Two years after Odelay took the music world by storm, Beck released a low-key, acoustic album that featured none of the kitchen-sink experimentation for which he’d become known. Mutations is a mix of straight-forward country, blues and folk songs (with a tropicalia tune appropriately named ‘Tropicalia’ thrown in for good measure) and it was the first indication of exactly how versatile a songwriter Beck is.
Mutations is a decidedly downbeat album, filled with songs about loneliness and despair. Here’s a typical lyric, from the song ‘Dead Melodies’: “Night birds will cackle, rotting like apples on trees, sending their dead melodies to me.” This isn’t the last time Beck would wallow in beautiful misery on record… it’s something he excels at and would return to on his best album (which I’ll get to soon enough).
Beck says the album is about being fed up with life… not in a fatalistic way but as a natural part of existing. “I don’t know anybody who doesn’t reach a point of exhaustion on a regular basis,” he says, and I know I can relate.
Mutations is the first album Beck recorded with a live band and they do marvelous work, with piano, bass, drums and acoustic guitar featured on most tracks and the occasional horn or harmonica accent kicking in at just the right time.
‘O Maria’ is typical of the sound and mood of Mutations, somehow simultaneously bleak and upbeat. As Beck sings in one verse, “Everybody knows death creeps in slow till you feel safe in his arms” … I kind of feel the same way about this album.
The night is useless and so are we
Because everybody knows
The fabric of folly is falling apart at the seams
And I’ve been looking for a good time
But the pleasures are seldom and few
There’s no whiskey there’s no wine
Just the concrete and a worried mind
Cos everybody knows death creeps in slow
Till you feel safe in his arms
And I’ve been looking for a new friend
I don’t care if he’s decrepit and grey
O Maria haven’t you known
Days so careless
All on your own
Everybody knows the circus is closed
And the animals have gone wild
And I’ve been looking for my shadow
But this place is so bright and clean
Odelay took the music world by storm? Wow–I must have missed that, Mr. Hyperbole!
This is getting closer to the Beck sound I like–less electronic, more earthy.
According to Beck’s biography on AllMusic, Odelay was “widely acclaimed as one of the decade’s landmark records.” I’d say that qualifies as taking the music world by storm!

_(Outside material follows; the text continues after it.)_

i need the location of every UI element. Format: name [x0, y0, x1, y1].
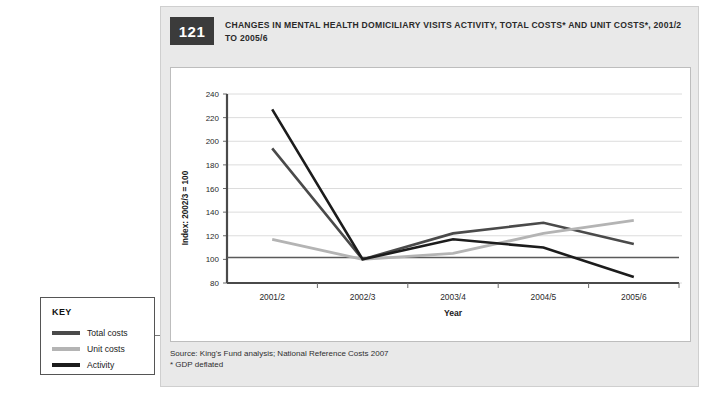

I don’t think an album that never cracked the top ten and sold only 2 million copies over time can be rightly declared as taking the music industry by storm.
Well, there’s a difference between sales and influence. I’m not suggesting it was a huge seller. Maybe “industry” is the wrong word.
I’ve never heard of other artists listing Beck or this album as such an influence, certainly not to the degree that other lesser commercial artists have such as Joni Mitchell, Leonard Cohen, Kurt Cobain, etc… Beck is, undoubtedly, critically acclaimed and admired, but I don’t think any of his work has had tremendous influence or has ever taken the music industry by storm.
The opening of this song sounds extremely familiar to me. Any thoughts? I bet I’d l ike this song more sung by Adam Duritz or Ben Folds; something about his voice makes everything he sings sound a bit like he’s whining. I just want to tell him to get over it.
I find it funny that you frequently bring up Adam Duritz as a counterpoint to singers you find whiny. Duritz is probably one of the whiniest singers around! And I say this as a huge fan of him and his voice… I guess I like whiners. 🙂
He doesn’t whine!!! He is emotional without whining, which is why I bring him up as a counterpoint.